Most organisations don’t reward outcomes. They reward the appearance of seriousness.
Looking busy has quietly replaced being effective.
There’s a particular kind of modern status that has nothing to do with shipping anything.
It’s the ritual.
The deck that gets longer as the results get thinner.
The meeting about the meeting, because alignment is safer than action.
The reporting cadence that turns into a weekly performance, not a management tool.
The colour coded tracker that exists mainly to prove everyone is trying.
Busyness has become a social proof system.
If you’re in back to back calls, you must be important.
If you’ve got slides, you must have a plan.
If you can narrate progress in fluent corporate, you must be adding value.
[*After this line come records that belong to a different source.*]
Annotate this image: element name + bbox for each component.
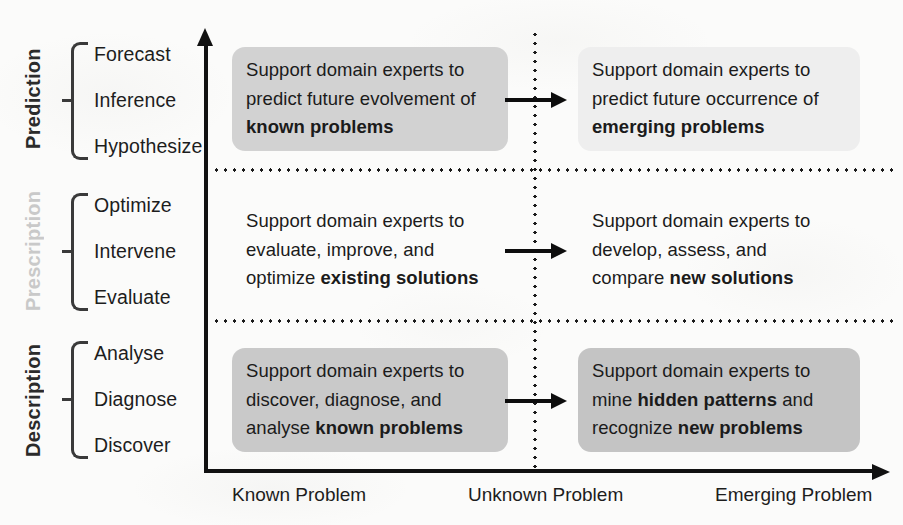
cell-text-line: Support domain experts to bbox=[592, 357, 847, 386]
x-axis-label-unknown-problem: Unknown Problem bbox=[468, 484, 623, 506]
axis-group-label-description: Description bbox=[22, 337, 45, 463]
cell-text-line: Support domain experts to bbox=[246, 56, 495, 85]
matrix-cell-prescription-emerging: Support domain experts todevelop, assess… bbox=[578, 198, 860, 302]
y-axis-line bbox=[204, 44, 208, 472]
cell-text-run: develop, assess, and bbox=[592, 239, 767, 260]
axis-item-forecast: Forecast bbox=[94, 43, 171, 66]
cell-text-emphasis: existing solutions bbox=[320, 267, 478, 288]
brace-description bbox=[71, 341, 88, 459]
matrix-cell-prediction-known: Support domain experts topredict future … bbox=[232, 47, 508, 151]
cell-text-line: optimize existing solutions bbox=[246, 264, 495, 293]
x-axis-arrowhead-icon bbox=[872, 464, 890, 480]
row-divider-prediction-prescription bbox=[212, 168, 894, 172]
x-axis-label-emerging-problem: Emerging Problem bbox=[715, 484, 872, 506]
cell-text-run: evaluate, improve, and bbox=[246, 239, 434, 260]
cell-text-run: Support domain experts to bbox=[592, 59, 810, 80]
cell-text-line: develop, assess, and bbox=[592, 236, 847, 265]
cell-text-run: Support domain experts to bbox=[246, 59, 464, 80]
cell-text-run: predict future evolvement of bbox=[246, 88, 476, 109]
cell-text-emphasis: known problems bbox=[315, 417, 463, 438]
matrix-cell-description-known: Support domain experts todiscover, diagn… bbox=[232, 348, 508, 452]
arrow-shaft bbox=[505, 249, 555, 253]
cell-text-line: emerging problems bbox=[592, 113, 847, 142]
matrix-cell-description-emerging: Support domain experts tomine hidden pat… bbox=[578, 348, 860, 452]
brace-stem-description bbox=[62, 398, 71, 401]
cell-text-line: Support domain experts to bbox=[246, 357, 495, 386]
axis-item-inference: Inference bbox=[94, 89, 176, 112]
cell-text-run: predict future occurrence of bbox=[592, 88, 819, 109]
cell-text-emphasis: emerging problems bbox=[592, 116, 765, 137]
row-divider-prescription-description bbox=[212, 319, 894, 323]
cell-text-line: Support domain experts to bbox=[592, 207, 847, 236]
arrow-head-icon bbox=[551, 92, 567, 108]
cell-text-line: evaluate, improve, and bbox=[246, 236, 495, 265]
diagram-canvas: Prediction Forecast Inference Hypothesiz… bbox=[0, 0, 903, 525]
arrow-shaft bbox=[505, 98, 555, 102]
brace-prediction bbox=[71, 42, 88, 160]
cell-text-run: Support domain experts to bbox=[592, 210, 810, 231]
cell-text-line: analyse known problems bbox=[246, 414, 495, 443]
cell-text-run: Support domain experts to bbox=[246, 210, 464, 231]
brace-stem-prescription bbox=[62, 250, 71, 253]
matrix-cell-prediction-emerging: Support domain experts topredict future … bbox=[578, 47, 860, 151]
cell-text-line: Support domain experts to bbox=[246, 207, 495, 236]
matrix-cell-prescription-known: Support domain experts toevaluate, impro… bbox=[232, 198, 508, 302]
y-axis-arrowhead-icon bbox=[197, 28, 213, 46]
cell-text-emphasis: known problems bbox=[246, 116, 394, 137]
cell-text-run: recognize bbox=[592, 417, 678, 438]
cell-text-line: mine hidden patterns and bbox=[592, 386, 847, 415]
axis-item-discover: Discover bbox=[94, 434, 171, 457]
cell-text-emphasis: hidden patterns bbox=[638, 389, 778, 410]
cell-text-line: predict future occurrence of bbox=[592, 85, 847, 114]
cell-text-run: optimize bbox=[246, 267, 320, 288]
cell-text-run: Support domain experts to bbox=[246, 360, 464, 381]
brace-prescription bbox=[71, 193, 88, 311]
axis-group-label-prescription: Prescription bbox=[22, 189, 45, 313]
cell-text-line: Support domain experts to bbox=[592, 56, 847, 85]
axis-item-analyse: Analyse bbox=[94, 342, 164, 365]
cell-text-run: Support domain experts to bbox=[592, 360, 810, 381]
x-axis-line bbox=[204, 469, 876, 473]
cell-text-emphasis: new solutions bbox=[670, 267, 794, 288]
axis-item-intervene: Intervene bbox=[94, 240, 176, 263]
axis-item-evaluate: Evaluate bbox=[94, 286, 171, 309]
cell-text-run: mine bbox=[592, 389, 638, 410]
axis-group-label-prediction: Prediction bbox=[22, 38, 45, 160]
axis-item-optimize: Optimize bbox=[94, 194, 172, 217]
cell-text-line: discover, diagnose, and bbox=[246, 386, 495, 415]
cell-text-emphasis: new problems bbox=[678, 417, 803, 438]
cell-text-run: and bbox=[777, 389, 813, 410]
cell-text-run: discover, diagnose, and bbox=[246, 389, 442, 410]
cell-text-line: predict future evolvement of bbox=[246, 85, 495, 114]
arrow-head-icon bbox=[551, 393, 567, 409]
arrow-shaft bbox=[505, 399, 555, 403]
cell-text-run: analyse bbox=[246, 417, 315, 438]
cell-text-line: recognize new problems bbox=[592, 414, 847, 443]
cell-text-line: compare new solutions bbox=[592, 264, 847, 293]
x-axis-label-known-problem: Known Problem bbox=[232, 484, 366, 506]
cell-text-run: compare bbox=[592, 267, 670, 288]
axis-item-diagnose: Diagnose bbox=[94, 388, 177, 411]
brace-stem-prediction bbox=[62, 99, 71, 102]
axis-item-hypothesize: Hypothesize bbox=[94, 135, 202, 158]
arrow-head-icon bbox=[551, 243, 567, 259]
cell-text-line: known problems bbox=[246, 113, 495, 142]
Meanwhile execution is quiet and slightly inconvenient.
It doesn’t leave a paper trail until it’s done.
It creates discomfort because it forces choices.
It can’t be “workshopped” into existence.
So the theatre expands until it fills the available space.
The oddest part is that everyone knows it’s hollow.
The people making the decks know the deck isn’t the work.
The people in the meeting know the meeting isn’t the work.
The people asking for the report know the report isn’t the work.
But opting out is socially expensive.
Visibility is protection.
Activity is alibi.
And in a culture that confuses motion with momentum, the safest career move is to look like you’re doing something, even when nothing is moving.